US equity markets closed marginally higher on Tuesday as markets paused for breath ahead of the Federal Open Market Committee (FOMC) May monetary policy update and awaited key Q1 earnings updates. Despite underperforming against it’s peers, the tech-focused Nasdaq Composite posted yet another all-time record high, while the blue-chip S&P500 closed within 10 points of a fresh high. The closely followed Dow Jones outperformed, up 0.2% on account of the latest deluge of Q1 earnings.
Accendo Markets Analyst, Mike van Dulken noted – “a disappointing after hours earnings release from tech giant Apple saw the world’s most valuable company’s share price trade around 2% lower in after-market trading. The company missed analysts’ revenue expectations while reporting only its second quarterly iPhone sales decline ever.”
With the FOMC releasing its monthly rate decision guidance today, investors do not think there will be any change to policy, so the focus will be on the accompanying statement.
ADS Securities Analyst, Konstantinos Anthis commented – “The Dollar remains well bid ahead of the meeting even though the latest US data does not support the case of the Fed raising rates again soon. The US currency traded higher against the Yen and Gold, held steady against the Euro and ended the day marginally lower versus the Pound on the back of the UK Manufacturing PMI figures. But the key question in analysts’ minds this morning is why investors appear so optimist ahead of the Fed decision amid weaker figures from the States over the past weeks.”
A busy week for data continues today with the UK construction PMI joined by the first glimpse at the Eurozone’s Q1 growth.
Spreadex Analyst, Connor Campbell suggested – “current estimates have the reading hitting an 8 month nadir of 52.1, a slight decline from the 52.2 revealed last month. However, after yesterday’s UK manufacturing PMI left analysts looking a bit silly, avoiding the predicted 5 month low to instead hit a 3 – and a bit – year high, investors will be hoping for a similar disconnect between expectation and reality this time around.”
With the majority of commodity stocks in the red, and notable declines for ITV and Sainsbury’s, the FTSE fell 0.2% after the bell. The pound, meanwhile, was similarly uninspired, slipping 0.1% against the dollar – but remaining above 1.29 – and sitting flat against the euro.
Connor Campbell added – “Sterling’s sluggishness, especially against the greenback, is likely explained by the fact that this evening sees the latest Federal Reserve meeting, one that could potentially tee-up a June rate hike. The DAX and CAC matched the FTSE’s slow start this Wednesday, the German and French indices falling 0.1% and 0.2% respectively. That inertia is partly informed by investors waiting for the region’s first quarter GDP reading – which is forecast to rise to 0.5% from Q4’s 0.4% – before making any significant moves.”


▶ [PROBLEM TO WORK ON]:
Among the records, which lines include "acid"? List them.

# # # #

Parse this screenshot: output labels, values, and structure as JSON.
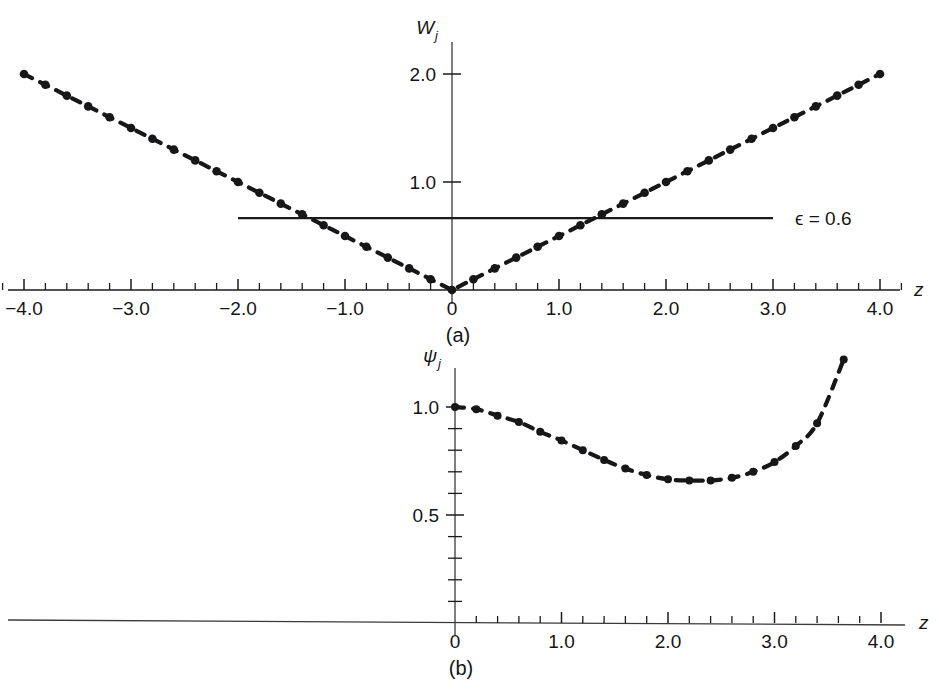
{
  "figure": {
    "background_color": "#ffffff",
    "ink_color": "#17171a",
    "panels": [
      "(a)",
      "(b)"
    ]
  },
  "panel_a": {
    "caption": "(a)",
    "y_axis_label": "W",
    "y_axis_sub": "j",
    "x_axis_label": "z",
    "annotation": "ϵ = 0.6",
    "annotation_symbol": "ϵ",
    "annotation_value": "0.6",
    "x_tick_labels": [
      "−4.0",
      "−3.0",
      "−2.0",
      "−1.0",
      "0",
      "1.0",
      "2.0",
      "3.0",
      "4.0"
    ],
    "x_tick_values": [
      -4.0,
      -3.0,
      -2.0,
      -1.0,
      0,
      1.0,
      2.0,
      3.0,
      4.0
    ],
    "y_tick_labels": [
      "1.0",
      "2.0"
    ],
    "y_tick_values": [
      1.0,
      2.0
    ]
  },
  "panel_b": {
    "caption": "(b)",
    "y_axis_label": "ψ",
    "y_axis_sub": "j",
    "x_axis_label": "z",
    "x_tick_labels": [
      "0",
      "1.0",
      "2.0",
      "3.0",
      "4.0"
    ],
    "x_tick_values": [
      0,
      1.0,
      2.0,
      3.0,
      4.0
    ],
    "y_tick_labels": [
      "0.5",
      "1.0"
    ],
    "y_tick_values": [
      0.5,
      1.0
    ]
  },
  "chart_data": [
    {
      "type": "line",
      "panel": "(a)",
      "title": "",
      "xlabel": "z",
      "ylabel": "W_j",
      "xlim": [
        -4.3,
        4.3
      ],
      "ylim": [
        0.0,
        2.3
      ],
      "x_major_ticks": [
        -4.0,
        -3.0,
        -2.0,
        -1.0,
        0.0,
        1.0,
        2.0,
        3.0,
        4.0
      ],
      "x_minor_tick_step": 0.2,
      "y_major_ticks": [
        1.0,
        2.0
      ],
      "y_minor_tick_step": 0.2,
      "grid": false,
      "legend": null,
      "marker": "circle",
      "linestyle": "dashed",
      "annotations": [
        {
          "text": "ϵ = 0.6",
          "kind": "horizontal-line-with-label",
          "y": 0.665,
          "x_start": -2.0,
          "x_end": 3.0,
          "label_x": 3.15
        }
      ],
      "series": [
        {
          "name": "W_j",
          "x": [
            -4.0,
            -3.8,
            -3.6,
            -3.4,
            -3.2,
            -3.0,
            -2.8,
            -2.6,
            -2.4,
            -2.2,
            -2.0,
            -1.8,
            -1.6,
            -1.4,
            -1.2,
            -1.0,
            -0.8,
            -0.6,
            -0.4,
            -0.2,
            0.0,
            0.2,
            0.4,
            0.6,
            0.8,
            1.0,
            1.2,
            1.4,
            1.6,
            1.8,
            2.0,
            2.2,
            2.4,
            2.6,
            2.8,
            3.0,
            3.2,
            3.4,
            3.6,
            3.8,
            4.0
          ],
          "y": [
            2.0,
            1.9,
            1.8,
            1.7,
            1.6,
            1.5,
            1.4,
            1.3,
            1.2,
            1.1,
            1.0,
            0.9,
            0.8,
            0.7,
            0.6,
            0.5,
            0.4,
            0.3,
            0.2,
            0.1,
            0.0,
            0.1,
            0.2,
            0.3,
            0.4,
            0.5,
            0.6,
            0.7,
            0.8,
            0.9,
            1.0,
            1.1,
            1.2,
            1.3,
            1.4,
            1.5,
            1.6,
            1.7,
            1.8,
            1.9,
            2.0
          ]
        }
      ]
    },
    {
      "type": "line",
      "panel": "(b)",
      "title": "",
      "xlabel": "z",
      "ylabel": "ψ_j",
      "xlim": [
        0.0,
        4.3
      ],
      "ylim": [
        0.0,
        1.3
      ],
      "x_major_ticks": [
        0.0,
        1.0,
        2.0,
        3.0,
        4.0
      ],
      "x_minor_tick_step": 0.2,
      "y_major_ticks": [
        0.5,
        1.0
      ],
      "y_minor_tick_step": 0.1,
      "grid": false,
      "legend": null,
      "marker": "circle",
      "linestyle": "dashed",
      "annotations": [],
      "series": [
        {
          "name": "ψ_j",
          "x": [
            0.0,
            0.2,
            0.4,
            0.6,
            0.8,
            1.0,
            1.2,
            1.4,
            1.6,
            1.8,
            2.0,
            2.2,
            2.4,
            2.6,
            2.8,
            3.0,
            3.2,
            3.4,
            3.65
          ],
          "y": [
            1.0,
            0.99,
            0.96,
            0.93,
            0.885,
            0.845,
            0.8,
            0.755,
            0.715,
            0.685,
            0.665,
            0.66,
            0.66,
            0.672,
            0.7,
            0.745,
            0.82,
            0.925,
            1.22
          ]
        }
      ]
    }
  ]
}
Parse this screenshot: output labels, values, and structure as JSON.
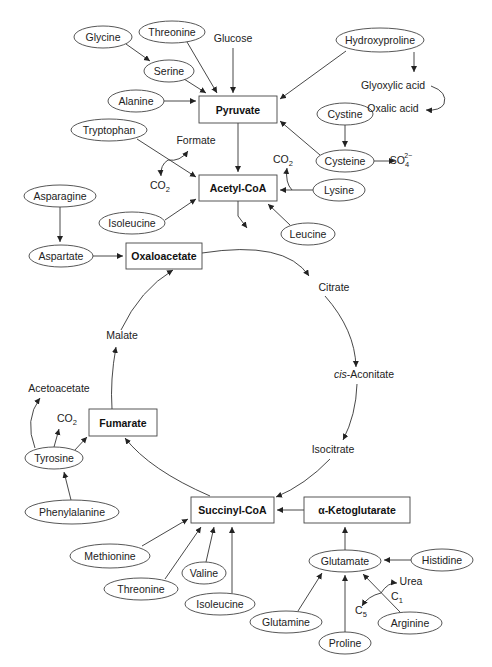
{
  "boxes": [
    {
      "id": "pyruvate",
      "label": "Pyruvate",
      "x": 199,
      "y": 96,
      "w": 78,
      "h": 27
    },
    {
      "id": "acetylcoa",
      "label": "Acetyl-CoA",
      "x": 199,
      "y": 175,
      "w": 78,
      "h": 26
    },
    {
      "id": "oxaloacetate",
      "label": "Oxaloacetate",
      "x": 126,
      "y": 243,
      "w": 76,
      "h": 26
    },
    {
      "id": "fumarate",
      "label": "Fumarate",
      "x": 89,
      "y": 409,
      "w": 68,
      "h": 27
    },
    {
      "id": "succinylcoa",
      "label": "Succinyl-CoA",
      "x": 191,
      "y": 497,
      "w": 83,
      "h": 26
    },
    {
      "id": "akg",
      "label": "α-Ketoglutarate",
      "x": 304,
      "y": 497,
      "w": 106,
      "h": 26
    }
  ],
  "ellipses": [
    {
      "id": "glycine",
      "label": "Glycine",
      "cx": 103,
      "cy": 37,
      "rx": 29,
      "ry": 11
    },
    {
      "id": "threonine-top",
      "label": "Threonine",
      "cx": 172,
      "cy": 32,
      "rx": 33,
      "ry": 11
    },
    {
      "id": "serine",
      "label": "Serine",
      "cx": 169,
      "cy": 71,
      "rx": 25,
      "ry": 11
    },
    {
      "id": "alanine",
      "label": "Alanine",
      "cx": 136,
      "cy": 101,
      "rx": 28,
      "ry": 11
    },
    {
      "id": "hydroxyproline",
      "label": "Hydroxyproline",
      "cx": 380,
      "cy": 40,
      "rx": 44,
      "ry": 12
    },
    {
      "id": "tryptophan",
      "label": "Tryptophan",
      "cx": 109,
      "cy": 130,
      "rx": 38,
      "ry": 11
    },
    {
      "id": "cystine",
      "label": "Cystine",
      "cx": 345,
      "cy": 114,
      "rx": 28,
      "ry": 11
    },
    {
      "id": "cysteine",
      "label": "Cysteine",
      "cx": 345,
      "cy": 161,
      "rx": 29,
      "ry": 11
    },
    {
      "id": "lysine",
      "label": "Lysine",
      "cx": 339,
      "cy": 190,
      "rx": 26,
      "ry": 11
    },
    {
      "id": "asparagine",
      "label": "Asparagine",
      "cx": 60,
      "cy": 196,
      "rx": 36,
      "ry": 11
    },
    {
      "id": "isoleucine-top",
      "label": "Isoleucine",
      "cx": 132,
      "cy": 223,
      "rx": 33,
      "ry": 11
    },
    {
      "id": "leucine",
      "label": "Leucine",
      "cx": 308,
      "cy": 234,
      "rx": 27,
      "ry": 11
    },
    {
      "id": "aspartate",
      "label": "Aspartate",
      "cx": 61,
      "cy": 256,
      "rx": 32,
      "ry": 11
    },
    {
      "id": "tyrosine",
      "label": "Tyrosine",
      "cx": 54,
      "cy": 458,
      "rx": 29,
      "ry": 11
    },
    {
      "id": "phenylalanine",
      "label": "Phenylalanine",
      "cx": 72,
      "cy": 512,
      "rx": 47,
      "ry": 12
    },
    {
      "id": "methionine",
      "label": "Methionine",
      "cx": 110,
      "cy": 556,
      "rx": 40,
      "ry": 12
    },
    {
      "id": "threonine-bottom",
      "label": "Threonine",
      "cx": 141,
      "cy": 589,
      "rx": 37,
      "ry": 11
    },
    {
      "id": "valine",
      "label": "Valine",
      "cx": 204,
      "cy": 573,
      "rx": 22,
      "ry": 11
    },
    {
      "id": "isoleucine-bottom",
      "label": "Isoleucine",
      "cx": 220,
      "cy": 604,
      "rx": 35,
      "ry": 11
    },
    {
      "id": "glutamate",
      "label": "Glutamate",
      "cx": 345,
      "cy": 561,
      "rx": 36,
      "ry": 11
    },
    {
      "id": "histidine",
      "label": "Histidine",
      "cx": 442,
      "cy": 560,
      "rx": 31,
      "ry": 11
    },
    {
      "id": "glutamine",
      "label": "Glutamine",
      "cx": 286,
      "cy": 622,
      "rx": 36,
      "ry": 11
    },
    {
      "id": "proline",
      "label": "Proline",
      "cx": 345,
      "cy": 643,
      "rx": 26,
      "ry": 11
    },
    {
      "id": "arginine",
      "label": "Arginine",
      "cx": 410,
      "cy": 623,
      "rx": 32,
      "ry": 11
    }
  ],
  "texts": [
    {
      "id": "glucose",
      "label": "Glucose",
      "x": 233,
      "y": 42
    },
    {
      "id": "glyoxylic-acid",
      "label": "Glyoxylic acid",
      "x": 393,
      "y": 89
    },
    {
      "id": "oxalic-acid",
      "label": "Oxalic acid",
      "x": 393,
      "y": 112
    },
    {
      "id": "formate",
      "label": "Formate",
      "x": 196,
      "y": 144
    },
    {
      "id": "co2-tryptophan",
      "label": "CO",
      "sub": "2",
      "x": 160,
      "y": 189
    },
    {
      "id": "co2-lysine",
      "label": "CO",
      "sub": "2",
      "x": 283,
      "y": 163
    },
    {
      "id": "sulfate",
      "label": "SO",
      "sub": "4",
      "sup": "2−",
      "x": 401,
      "y": 164
    },
    {
      "id": "citrate",
      "label": "Citrate",
      "x": 334,
      "y": 291
    },
    {
      "id": "cis-aconitate",
      "label": "-Aconitate",
      "italic_prefix": "cis",
      "x": 364,
      "y": 378
    },
    {
      "id": "isocitrate",
      "label": "Isocitrate",
      "x": 333,
      "y": 453
    },
    {
      "id": "malate",
      "label": "Malate",
      "x": 122,
      "y": 339
    },
    {
      "id": "acetoacetate",
      "label": "Acetoacetate",
      "x": 59,
      "y": 392
    },
    {
      "id": "co2-tyrosine",
      "label": "CO",
      "sub": "2",
      "x": 67,
      "y": 422
    },
    {
      "id": "urea",
      "label": "Urea",
      "x": 411,
      "y": 585
    },
    {
      "id": "c1",
      "label": "C",
      "sub": "1",
      "x": 397,
      "y": 600
    },
    {
      "id": "c5",
      "label": "C",
      "sub": "5",
      "x": 361,
      "y": 614
    }
  ]
}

# # # #

▶ [RESULT BELOW]:
      "id": "glyoxylic-acid",
      "label": "Glyoxylic acid",
      "id": "oxalic-acid",
      "label": "Oxalic acid",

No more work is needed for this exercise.